Happy New Year, friends! It has been quite a while since there’s been any activity on the site, and during the busiest time of the movie year at that. I’m sorry for the unexpected silence, but it should be smooth sailing from here on out. In any case, here we are now at the first movie weekend of the new year (there were no new releases on January 1). It’s going to be a fairly quiet, with only one new wide release and one major expansion.
The weekend’s sole new wide release is the supernatural horror film The Forest, from first-time director Jason Zada. Natalie Dormer (Game of Thrones) plays a young woman who travels to Japan to look for her missing twin in the country’s infamous “Suicide Forest” — only to find herself surrounded by innumerable nasty spirits. January tends to see at least one low-budget supernatural horror film — such a fun, dead-of-winter tradition! — probably because those can turn a profit with even marginal box office success, and this year is no exception. Early reviews have been brutal, but that doesn’t usually make too much a difference for horror films. I love horror, so I’ll definitely be checking it out this weekend. Look for this, in fact, to be my first full-length review since before The Silence.
The biggest story of the week for film-lovers like you and me, however, will surely be the expansion of The Revenant, finally opening nationwide after two weeks of screening exclusively in New York and L.A. Everything about this movie makes me drool. It’s the latest film from the reigning Oscar winner for Best Picture and Best Director, Alejandro G. Iñárritu (Birdman, Babel). It stars Leonardo DiCaprio and Tom Hardy as 19th-century frontiersmen. The cinematography is by god-among-men DP Emmanuel Lubezki (Birdman, Gravity, The Tree of Life), who shot this (in sequence!) in the Alberta wilderness using only natural lighting. The trailers are jaw-dropping. I’ve heard that there’s an extended bear attack that was edited to look like one long, unbearable shot using the stitching technique from Birdman, and it’s by all accounts one of the most extraordinary scenes of any movie this year. By this point, you won’t be shocked to know that this is unquestionably my most-anticipated film of the year. I’ve already bought my ticket.
Opening in limited release this weekend is The Masked Saint, and the official description is so bonkers that I’ll just leave it right here: “The Masked Saint follows the journey of former professional wrestler Chris Samuels, who retires from the ring to settle down as a small town pastor. When the pastor witnesses rampant problems in the community, he decides to moonlight as a masked vigilante fighting the injustice. While facing crises at home and at the church, the Pastor must evade the police and somehow reconcile his secret, violent identity with his calling as a pastor.” I’m the target audience for neither wrestling nor Christian films, but this sounds so insane that I kind of want to see it. It’s also based on a true story.
Additional specialty releases include The Treasure, a Romanian film that won a prize at Cannes, and Anesthesia, written and directed by actor Tim Blake Nelson and starring Sam Waterston as a professor who survives a violent mugging.
What are you seeing this weekend? (Your answer should be The Revenant.)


-- Work instruction --
Lines from the one containing "Search the screen for 'tree'." through the last line of the material below: print these exactly, and only these.

-- Supplied material --
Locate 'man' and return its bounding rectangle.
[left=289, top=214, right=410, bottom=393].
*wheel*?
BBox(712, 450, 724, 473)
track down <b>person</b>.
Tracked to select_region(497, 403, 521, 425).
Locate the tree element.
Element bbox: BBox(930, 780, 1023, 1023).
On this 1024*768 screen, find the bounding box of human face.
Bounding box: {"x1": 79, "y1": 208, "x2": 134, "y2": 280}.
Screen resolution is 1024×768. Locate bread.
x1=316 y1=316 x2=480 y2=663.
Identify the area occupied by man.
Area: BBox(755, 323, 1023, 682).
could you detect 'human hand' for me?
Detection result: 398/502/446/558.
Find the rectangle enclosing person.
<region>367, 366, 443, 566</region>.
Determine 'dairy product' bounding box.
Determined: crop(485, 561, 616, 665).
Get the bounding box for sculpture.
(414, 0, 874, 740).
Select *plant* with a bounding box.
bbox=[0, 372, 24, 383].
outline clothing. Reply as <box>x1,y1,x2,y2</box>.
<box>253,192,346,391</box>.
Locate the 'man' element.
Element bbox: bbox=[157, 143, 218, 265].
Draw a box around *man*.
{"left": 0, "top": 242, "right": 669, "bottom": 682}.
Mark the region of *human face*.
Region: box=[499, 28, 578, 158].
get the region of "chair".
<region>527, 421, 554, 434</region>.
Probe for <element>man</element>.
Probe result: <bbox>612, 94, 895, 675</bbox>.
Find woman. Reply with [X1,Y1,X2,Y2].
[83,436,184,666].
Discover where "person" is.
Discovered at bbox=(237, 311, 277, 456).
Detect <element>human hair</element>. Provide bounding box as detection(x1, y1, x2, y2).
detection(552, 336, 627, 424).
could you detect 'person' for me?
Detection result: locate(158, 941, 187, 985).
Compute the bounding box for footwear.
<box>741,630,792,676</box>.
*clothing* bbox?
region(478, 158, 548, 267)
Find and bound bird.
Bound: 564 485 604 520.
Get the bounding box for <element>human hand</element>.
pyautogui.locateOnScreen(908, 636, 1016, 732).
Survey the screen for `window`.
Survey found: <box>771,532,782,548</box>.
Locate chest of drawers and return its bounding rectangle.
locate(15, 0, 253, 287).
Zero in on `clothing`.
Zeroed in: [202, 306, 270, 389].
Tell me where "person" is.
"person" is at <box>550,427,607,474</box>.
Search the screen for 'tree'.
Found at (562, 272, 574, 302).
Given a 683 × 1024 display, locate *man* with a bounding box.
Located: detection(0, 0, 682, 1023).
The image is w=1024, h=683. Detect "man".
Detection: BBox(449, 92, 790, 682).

-- Response area --
Search the screen for 'tree'.
Found at (562, 272, 574, 302).
Given a 683 × 1024 display, locate *man* with a bounding box.
Located: detection(0, 0, 682, 1023).
The image is w=1024, h=683. Detect "man".
Detection: BBox(449, 92, 790, 682).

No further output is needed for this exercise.